We watched Alias for a while... and I learned about compartmentalizing. Now I recognize myself doing it a lot.
I am not so great at it as payed actors who are playacting the part of a fictional character... so it gets a little muddy. I go to work and let things from my home life affect my job performance or let office life carry over to the hours when I am home. This carryover is normal, I think. The part that is worrisome is when Church gets compartmentalized away from everything else. When that happens, I do it a little to well.
I guess the solution would be not to compartmentalize church from my home life... but, the little voice in my head says, my home life is sleeping and work life extends to Scott's work too because that's what I do... and how I can function best.
well, little voice in my head, maybe you should learn to be by yourself. Learn how to not be depressed.
ACK!It's impossible. I've tried. So there!
Ah, what's a girl with a very persuasive mind to do?!
From Diane Setterfield's The Thirteenth Tale
People disappear when they die. Their voices, their laughter, the warmth of their breath. Their flesh. Eventually their bones. All living mempry of them ceases. This is both dreadful and natural. Yet for some there is an exception to this annihilation. For in the books they write they continut to exist. We can rediscover them. Their humour, their tone of voice, their moods. Through the written word they can anger you or make you happy. They can comfort you. They can perplex you. They can alter you. All this, even though they are dead. Like flies in amber, like corpses frozen in ice, that which according to the laws of nature should pass away is, by the miracle of ink on paper, preserved. It is a kind of magic.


_Work item_
Omitting all pictures, retype the entries below exactly as given.

_Material for this task_

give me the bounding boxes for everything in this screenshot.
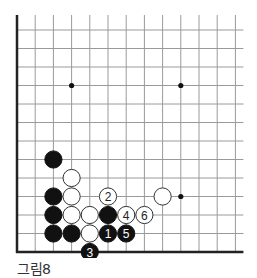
figure-caption: 그림8 <box>17 258 50 278</box>
white-stone <box>63 206 80 223</box>
move-number-label: 2 <box>105 190 112 204</box>
star-point-icon <box>178 83 183 88</box>
black-stone <box>45 206 62 223</box>
move-number-label: 6 <box>141 209 148 223</box>
white-stone <box>63 188 80 205</box>
black-stone <box>99 206 116 223</box>
white-stone <box>81 206 98 223</box>
move-number-label: 4 <box>123 209 130 223</box>
move-number-label: 3 <box>86 246 93 259</box>
star-point-icon <box>178 194 183 199</box>
star-point-icon <box>69 83 74 88</box>
black-stone <box>45 151 62 168</box>
black-stone <box>45 225 62 242</box>
white-stone <box>81 225 98 242</box>
black-stone <box>45 188 62 205</box>
go-board: 246153 <box>0 0 257 258</box>
black-stone <box>63 225 80 242</box>
white-stone <box>154 188 171 205</box>
move-number-label: 1 <box>105 227 112 241</box>
move-number-label: 5 <box>123 227 130 241</box>
white-stone <box>63 169 80 186</box>
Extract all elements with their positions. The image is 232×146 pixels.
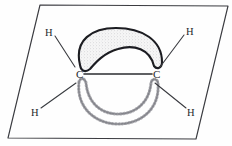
orbital-diagram-figure: C C H H H H xyxy=(0,0,232,146)
atom-label-h-bottom-right: H xyxy=(187,108,195,119)
bond-h-bottom-left xyxy=(41,83,76,108)
atom-label-c-right: C xyxy=(153,69,161,80)
diagram-canvas xyxy=(0,0,232,146)
atom-label-h-bottom-left: H xyxy=(31,108,39,119)
molecular-plane-parallelogram xyxy=(8,5,228,139)
atom-label-h-top-right: H xyxy=(186,27,194,38)
atom-label-h-top-left: H xyxy=(45,28,53,39)
bond-h-top-right xyxy=(160,35,184,67)
bond-h-top-left xyxy=(55,36,75,67)
atom-label-c-left: C xyxy=(76,69,84,80)
bond-h-bottom-right xyxy=(155,83,186,108)
pi-lobe-lower-path-inner xyxy=(79,79,158,124)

_Response area_
give me the bounding boxes for everything in this screenshot.
figure-caption: 그림8 <box>17 258 50 278</box>
white-stone <box>63 206 80 223</box>
move-number-label: 2 <box>105 190 112 204</box>
star-point-icon <box>178 83 183 88</box>
black-stone <box>45 206 62 223</box>
move-number-label: 6 <box>141 209 148 223</box>
white-stone <box>63 188 80 205</box>
black-stone <box>99 206 116 223</box>
white-stone <box>81 206 98 223</box>
move-number-label: 4 <box>123 209 130 223</box>
move-number-label: 3 <box>86 246 93 259</box>
star-point-icon <box>178 194 183 199</box>
star-point-icon <box>69 83 74 88</box>
black-stone <box>45 151 62 168</box>
black-stone <box>45 225 62 242</box>
white-stone <box>81 225 98 242</box>
black-stone <box>45 188 62 205</box>
go-board: 246153 <box>0 0 257 258</box>
black-stone <box>63 225 80 242</box>
white-stone <box>154 188 171 205</box>
move-number-label: 1 <box>105 227 112 241</box>
move-number-label: 5 <box>123 227 130 241</box>
white-stone <box>63 169 80 186</box>
Extract all elements with their positions. The image is 232×146 pixels.
orbital-diagram-figure: C C H H H H xyxy=(0,0,232,146)
atom-label-h-bottom-right: H xyxy=(187,108,195,119)
bond-h-bottom-left xyxy=(41,83,76,108)
atom-label-c-right: C xyxy=(153,69,161,80)
diagram-canvas xyxy=(0,0,232,146)
atom-label-h-bottom-left: H xyxy=(31,108,39,119)
molecular-plane-parallelogram xyxy=(8,5,228,139)
atom-label-h-top-right: H xyxy=(186,27,194,38)
atom-label-h-top-left: H xyxy=(45,28,53,39)
bond-h-top-right xyxy=(160,35,184,67)
bond-h-top-left xyxy=(55,36,75,67)
atom-label-c-left: C xyxy=(76,69,84,80)
bond-h-bottom-right xyxy=(155,83,186,108)
pi-lobe-lower-path-inner xyxy=(79,79,158,124)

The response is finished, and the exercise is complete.